Egypt Urged To Free Kidnapped African Refugees

Friday, December 10, 2010

By Worthy News Middle East Service with Worthy News' Stefan J. Bos

CAIRO/JERUSALEM (Worthy News)-- Rights activists urged Egypt's government Friday, December 10, to free hundreds of Eritrean and other African refugees, including Christians, who they said have been held as hostages by human traffickers in the Sinai Desert for over a month, and probably sold to other dealers.

Advocacy group Christian Solidarity Worldwide (CSW) said it was "gravely concerned" by reports that around 100 of the 250 Eritrean refugees held "by Bedouin people traffickers" in the Sinai Desert "were been moved overnight."

CSW said it was informed that prior to separating and moving some of the Eritreans, "the traffickers tore up the refugees’ religious materials and assaulted them severely for failing" to make all payments.

The Eritreans are part of a much larger group of refugees and asylum seekers from Sudan, Somalia and Ethiopia who have been imprisoned for over a month in degrading conditions, CSW told BosNewsLife in a statement.

ISRAEL PASSAGE?

"Despite paying $2,000 for passage to Israel, these people have been held hostage for months on the outskirts of a town in the Sinai Desert in purpose-built containers, while Bedouin people traffickers demand payment of up to $8,000 per person for their release."

The exploitation of asylum seekers from the Horn of Africa by people traffickers in the Sinai Desert is an ongoing problem, according to rights watchers.

"'Kidnapping, organ trafficking and the trading of groups of asylum seekers between different gangs is common, and there are fears that the 100 Eritreans may have been sold on to other dealers in the area," CSW said.

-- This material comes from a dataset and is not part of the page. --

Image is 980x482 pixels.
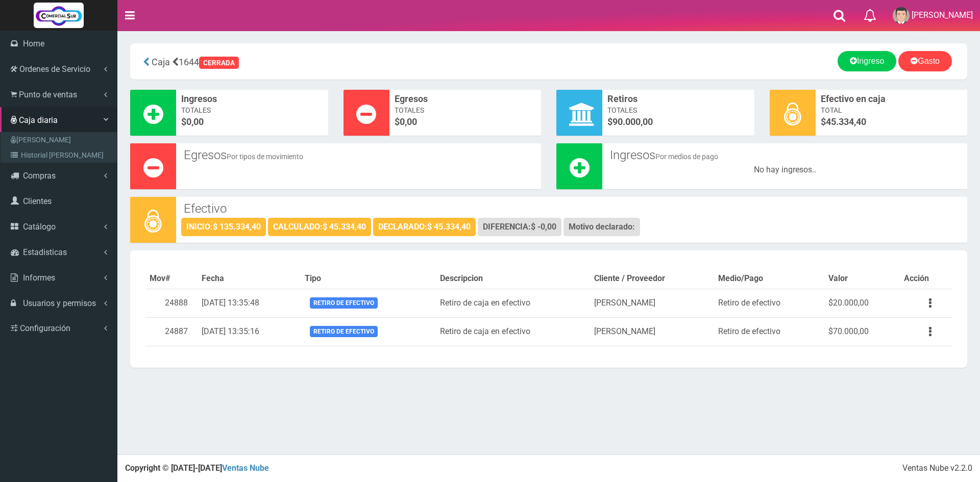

This month CSW, Agenzia Habeshia, EveryOne Group and Human Rights Concern Eritrea issued a joint appeal calling for urgent international intervention and highlighting ''the degrading and inhumane conditions suffered by the refugees" who they said "have suffered extreme methods of torture, including electric shocks, as well as being bound by chains around their ankles and denied adequate food and water."

HUMAN TRAFFICKERS

Rights organizations Agenzia Habeshia and the Everyone group also filed a lawsuit in Egypt's capital Cairo against traffickers, and passed on details of the location of the initial detention facility, CSW said.

The Egyptian government has reportedly said that it is making "round the clock" efforts to free the victims, however CSW complained that there "has been no real sign of progress."

CSW’s National Director Stuart Windsor said that, "The latest news that some of the refugees have been moved suddenly and under cover of darkness is deeply worrying. The welfare of the remaining refugees is also of great concern."

Windsor said he is concerned that the situation of refugees is "deteriorating" rapidly.

INTERNATIONAL COMMUNITY

"The entire international community must mobilize to increase pressure on the Egyptian government to take effective measures to liberate these people, and to grant them the protection that they are entitled to as refugees under international law, as well as unhindered access to the local branch of the [United Nations refugee agency] UNHCR," he said.

There are several reasons why refugees flee, including religious persecution in countries such as Eritrea, where thousands of Christians are held in prisons across the country, according to several human rights groups.

Most of them are believed to be evangelical Christians as Eritrea only recognizes four religious groups including Islam, the Eritrean Orthodox Church, the Roman Catholic Church and the Lutheran Evangelical Church of Eritrea. However, even members of recognized religions haven't escaped persecution, according to church observers.

Eritrean Christians say the government of President Isaias Afwerki has stepped up its crackdown on churches it has outlawed in 2002. The government has denied wrongdoing saying  "no groups or persons are persecuted in Eritrea for their beliefs or religion."

Eritrea has been included in the U.S. State Department's latest list of "worst violators" of religious freedom.